The political response
Despite the massive corruption within the Palestinian Authority, and the treacherous role that Arafat has played, there is still no serious challenge to his position. Even though he faced widespread opposition, he was able to continue the ‘peace’ negotiations with Barak in January. He has already announced his willingness to meet with Sharon. His security forces continue to detain, torture and murder activists. Every policy he has adopted has turned into disaster for the Palestinian people. Yet there is no organised campaign to get rid of him and his corrupt coterie. Within the movement there is an impasse. The leadership of the Intifada lies with Fatah, which recognises Israel and accepts the concessions on land that Arafat made at Oslo. Fatah’s strategy is to force Israel into recognising a Palestinian state based on the West Bank and Gaza – a mere 22% of historical Palestine. Fatah does not dispute Israel’s right to the remaining 78%. In such circumstances it is not clear what would happen to the four million Palestinian refugees dispersed throughout the Middle East.

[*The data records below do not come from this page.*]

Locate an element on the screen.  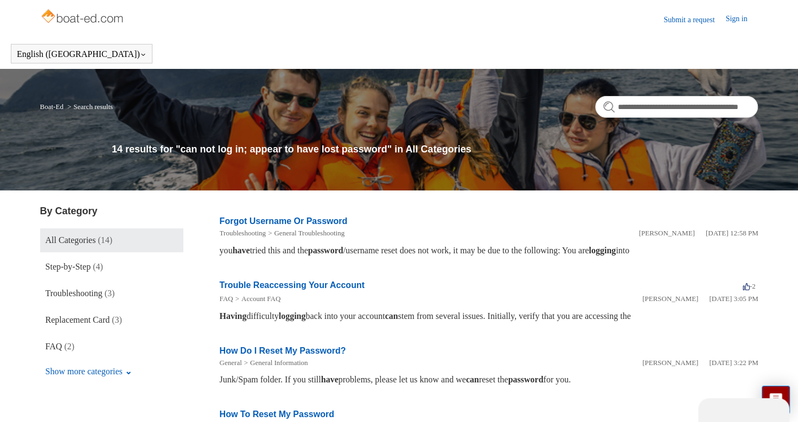
span: Replacement Card is located at coordinates (78, 320). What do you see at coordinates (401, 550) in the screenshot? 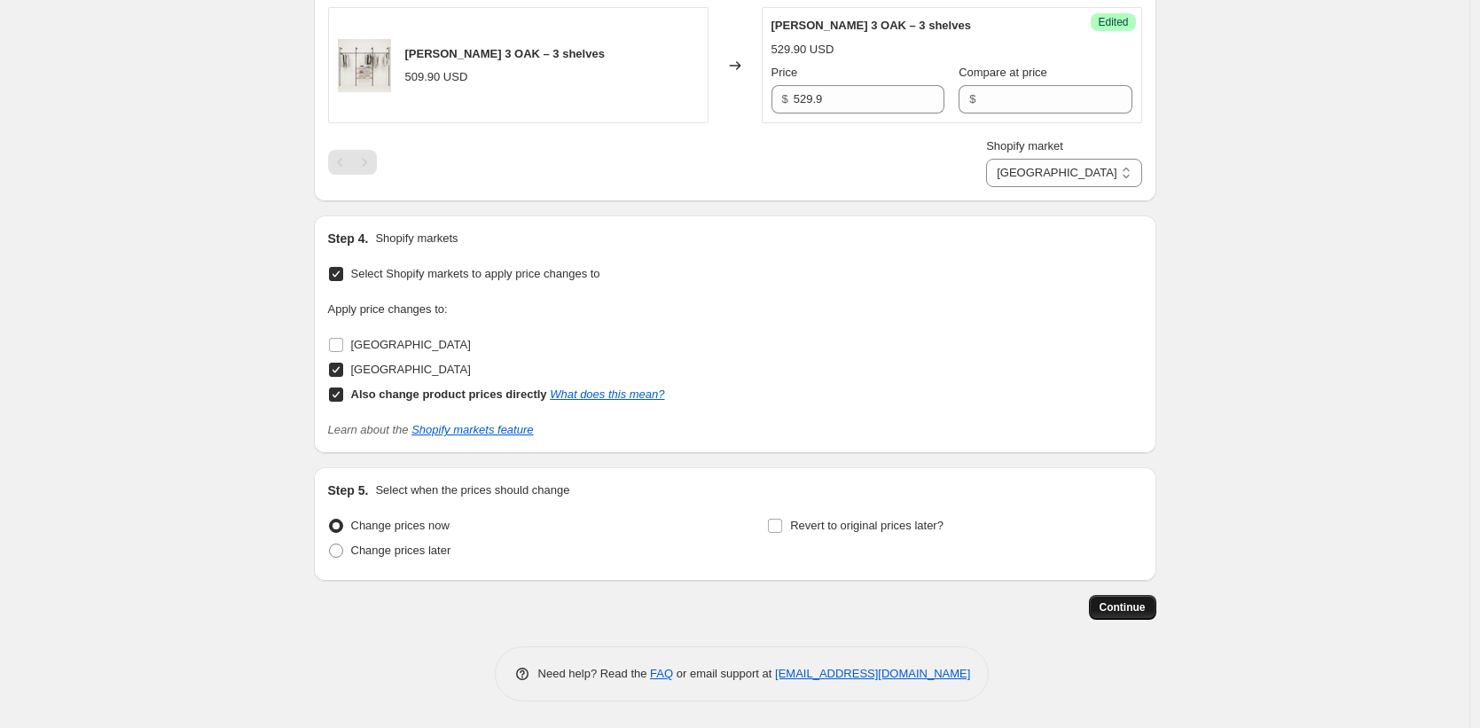
I see `span: Change prices later` at bounding box center [401, 550].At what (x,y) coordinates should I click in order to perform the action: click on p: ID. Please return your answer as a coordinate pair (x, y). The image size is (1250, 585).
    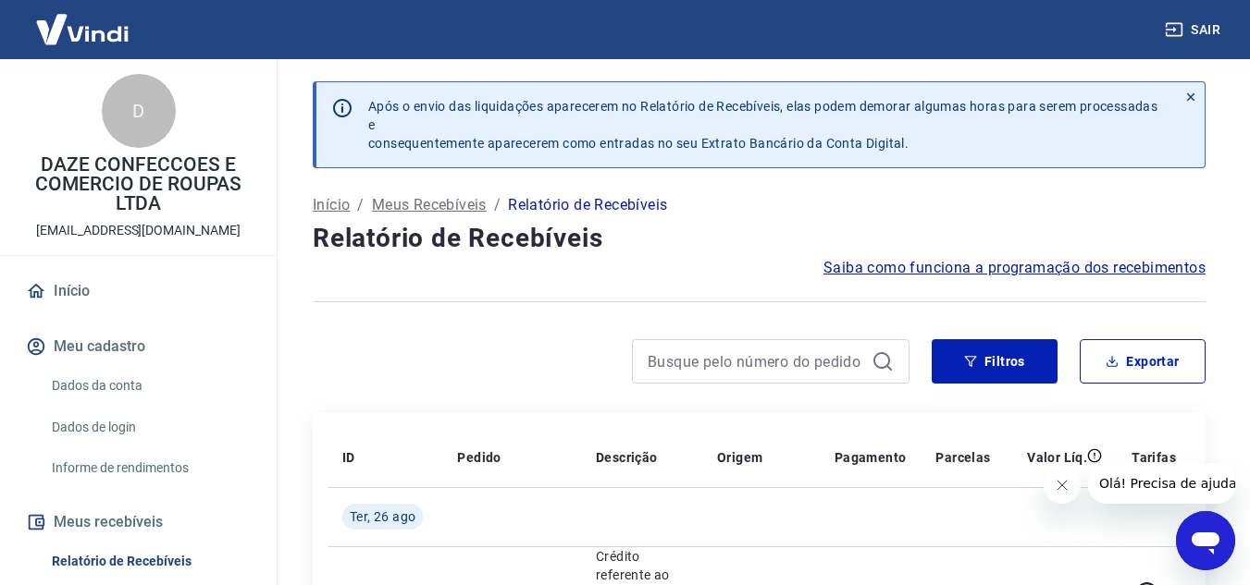
    Looking at the image, I should click on (349, 458).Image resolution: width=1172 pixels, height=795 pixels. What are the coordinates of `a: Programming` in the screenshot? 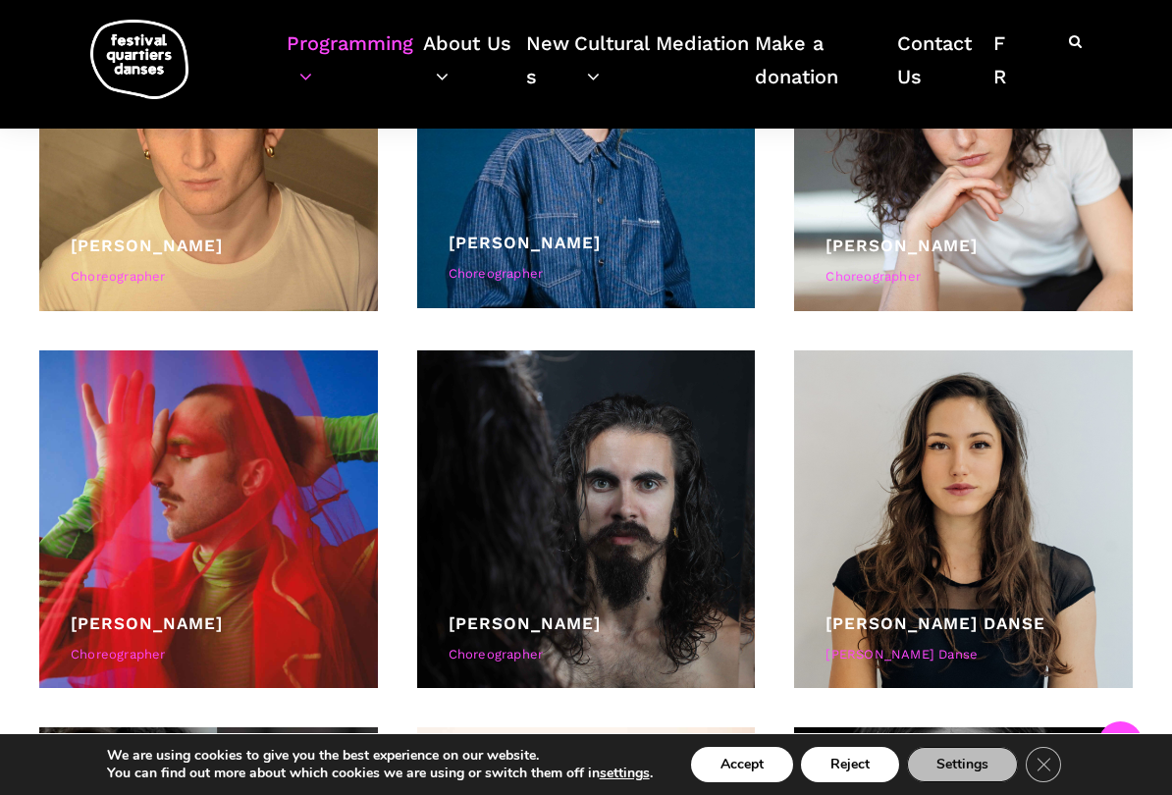 It's located at (354, 72).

At issue are not just the goals of the struggle, but also the means. Whilst the mass of the Palestinian people support the continuation of armed resistance there are forces which do not. The professionals opposing the blockade of Bir Zeit university are amongst them, as they tried to keep the youth away from their protest: ‘Many people are beginning to understand the usefulness of popular, non-violent movements and demonstrations. I hope this really will continue.’ said Abdul Jawad Saleh a member of the Palestinian Legislative Council who was at the demonstration. Edward Said, a determined opponent of Arafat’s leadership and his treachery at Oslo, argues the need ‘to chart a course forward that links together opposition to occupation, to exile and to racial discrimination’, which is undoubtedly right. But he also says that ‘old slogans like “a Palestinian state” or “Jerusalem our capital” have brought us to this impasse’ (in Al Ahram December 2000), a statement which completely ignores the class dimension of Arafat’s leadership. Said also counterposes mass mobilisation to the armed struggle. He seeks a particular role for the enlightened middle class – those ‘professionals, intellectuals, teachers, doctors and so on – who have the power of expression and the means to do so who have still not put enough pressure on the leadership to make it responsive to the situation’. What must soon develop is a political force which can represent a different standpoint – that of the working class and the oppressed.